Simon Rayner-Langmead grew up in the Lake District. So he knew what he was getting into when – after selling his PR business in London – he moved back there with his husband in 2019. Or, at least, that’s what he thought.
“There’s a word here to describe the way sheep are habituated by farmers to a particular fellside,” he says. “It’s called ‘hefting’ – and I can’t help feeling the same goes for people. I’m hefted to this place too. For me, water is a calming, settling presence. The sight of sheep grazing is something I associate with home. This feels like my natural environment.”
What Rayner-Langmead hadn’t reckoned with, however, was how much the Lake District had changed in the 20 years since he left. That’s not to say that Cumbria’s fells are crumbling and its lakes drying up. Our most visited national park retains the landscapes that generations of Britons remember from family holidays. Striding Edge still knifes its way towards Helvellyn, with England’s most hair-raising ridge walk teetering on the top. Meanwhile, beside Ullswater, Wordsworth’s daffodils – immortalised in his poem I Wandered Lonely as a Cloud – are still fluttering and dancing in the breeze.
Look closely, however, and you’ll find the Lake District less manicured than it used to be. Slowly but surely, Mother Nature is being let off the leash in a series of rewilding schemes bringing biodiversity back to its valleys and hillsides.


▸ WORK REQUEST
Your answer should be the lines from the one with "What do you" to the end of the data below, both included, exact and free of pictures.

___ PROVIDED DATA

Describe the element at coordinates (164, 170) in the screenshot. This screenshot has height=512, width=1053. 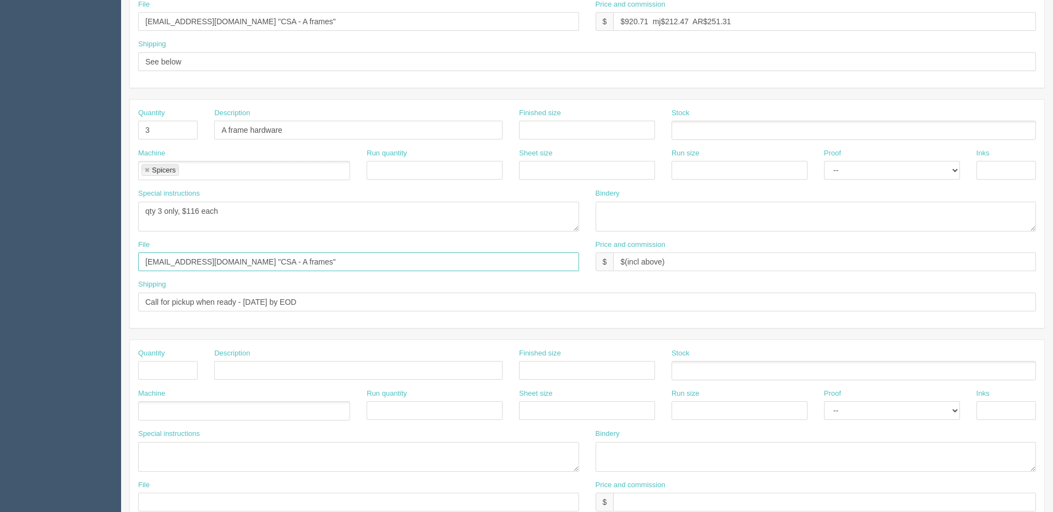
I see `div: Spicers` at that location.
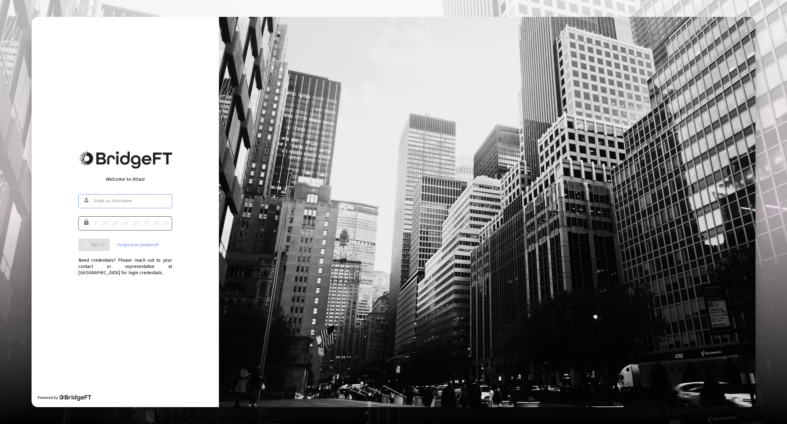  I want to click on mat-icon: lock, so click(87, 222).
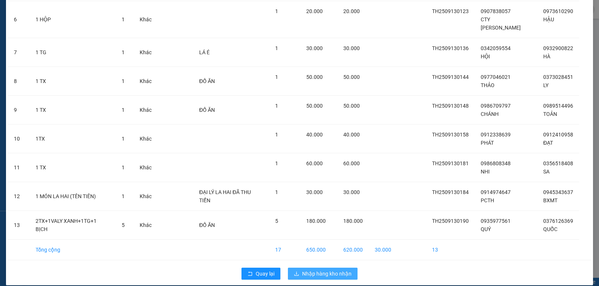 The width and height of the screenshot is (599, 286). I want to click on span: TH2509130158, so click(450, 135).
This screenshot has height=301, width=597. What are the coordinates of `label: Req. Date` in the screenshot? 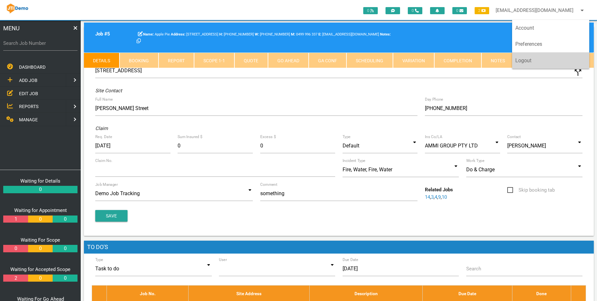 It's located at (104, 137).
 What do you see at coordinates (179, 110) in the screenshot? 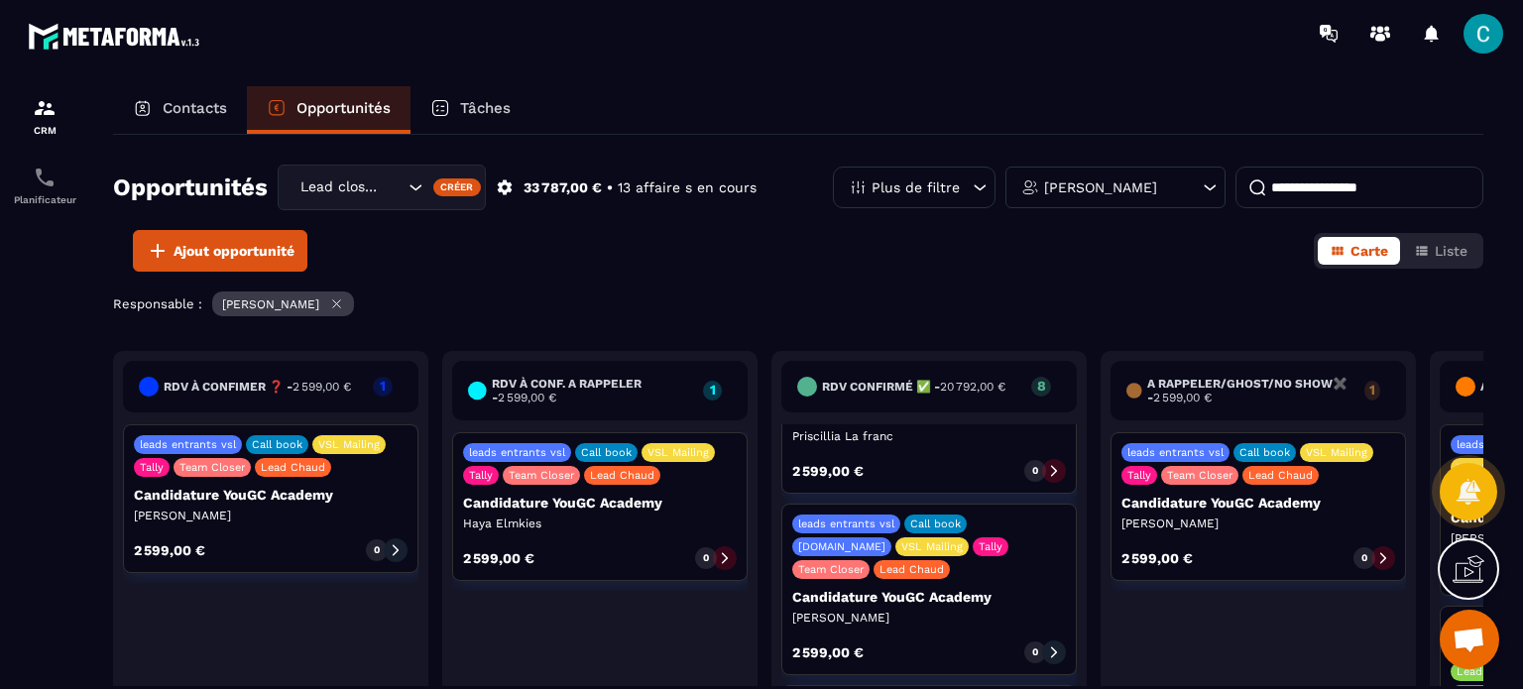
I see `a: Contacts` at bounding box center [179, 110].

______

▸ RESULT
 What do you see at coordinates (179, 110) in the screenshot? 
I see `a: Contacts` at bounding box center [179, 110].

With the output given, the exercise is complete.